I have been reading Mark Mazower's Hitler's Empire: Nazi rule in occupied Europe (Penguin Books, London 2009). It is quite a gripping if also depressing book.
Mazower focuses on the way Nazi Germany administered the large European empire it acquired so quickly and then lost. There is no doubt that Hitler was a great leader. He was able first to place his stamp on a nation and then lead that nation into a huge and initially successful war. He failed, something for which we can all be thankful, because he was such a bad manager.
I do not think that Hitler would have claimed to be a manager. In fact, he would have dismissed the concept. He was simply the leader. Management was the responsibility of others.

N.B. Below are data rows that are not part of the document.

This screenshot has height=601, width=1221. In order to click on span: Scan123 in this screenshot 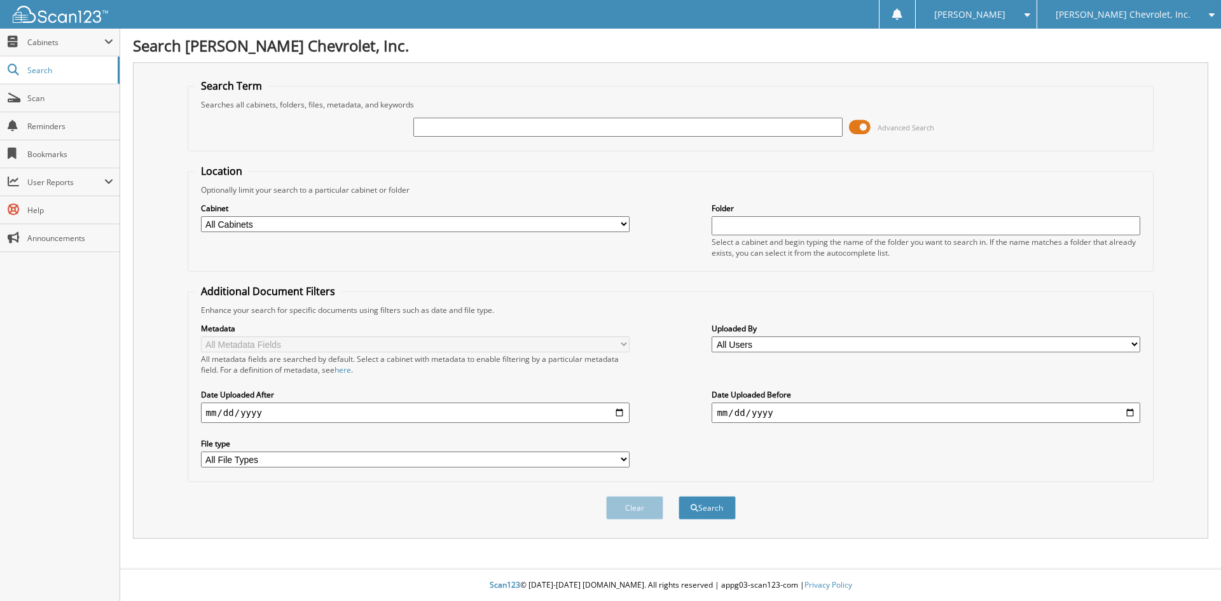, I will do `click(505, 585)`.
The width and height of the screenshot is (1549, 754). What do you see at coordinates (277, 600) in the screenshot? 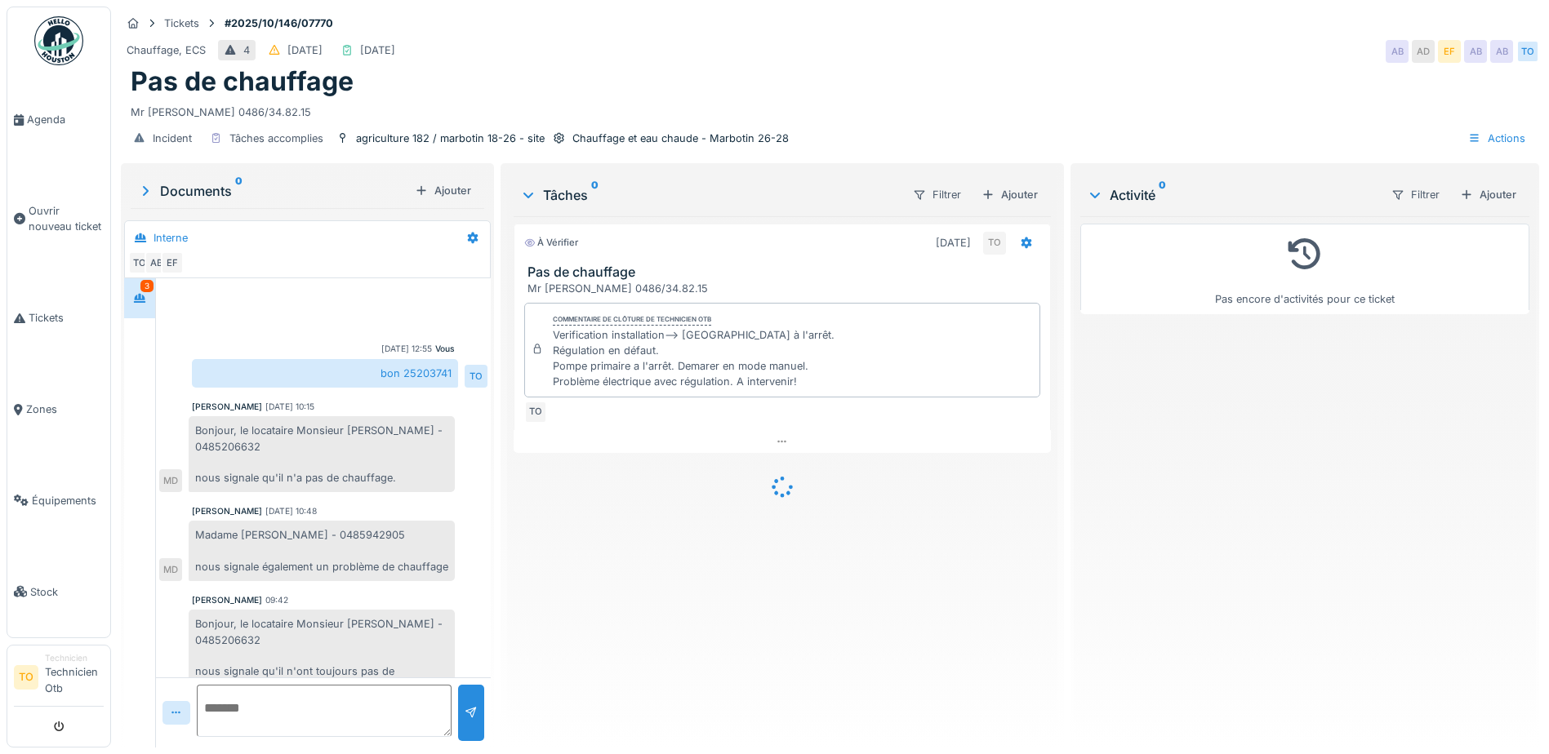
I see `div: 09:42` at bounding box center [277, 600].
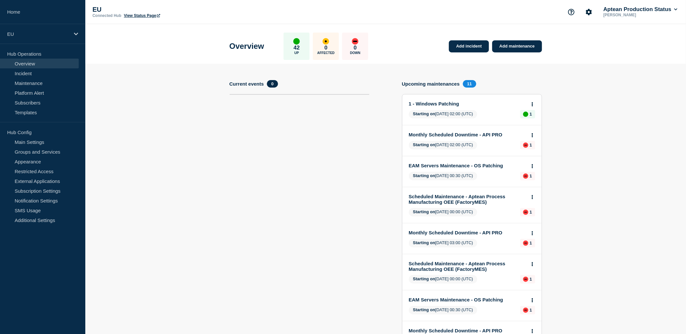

The problem is that Hitler’s own leadership approach made effective management impossible.
The Germans were very good at managing particular things, Adolf Eichman and the death camps are an example, yet the overall Nazi empire was run in an increasingly ramshackle fashion. Even those things that were effective had unforseen side effects.
Hitler’s difficulty, although he did not see things in these terms, is that he was the leader. Power was increasingly centralised in his hands. The German system dissolved into a series of satrapies each competing for the leader’s attention.
Reading the detail in Mazower left me with the very strong feeling that Nazi Germany could easily have won the Second World War or, at least, worked to a peace that preserved their core gains. The leadership that drew them into the war and gave them initial gains condemned them in the end.
Leadership versus management, that’s the rub.
When I started this blog all that time ago in July 2006, I called it managing, not leading, the professional services firm. I used the word managing deliberately, because it reflected my view that management in professional services was not very good.
In my first post on 2 July 2006 I said:
This blog has been created to encourage debate about and to provide information relevant too the management of all professional services firms.
With time, I hope that it will develop into a valuable resource.
I am not sure that I have achieved the second. However, I remain convinced that improved management in professional services is critical.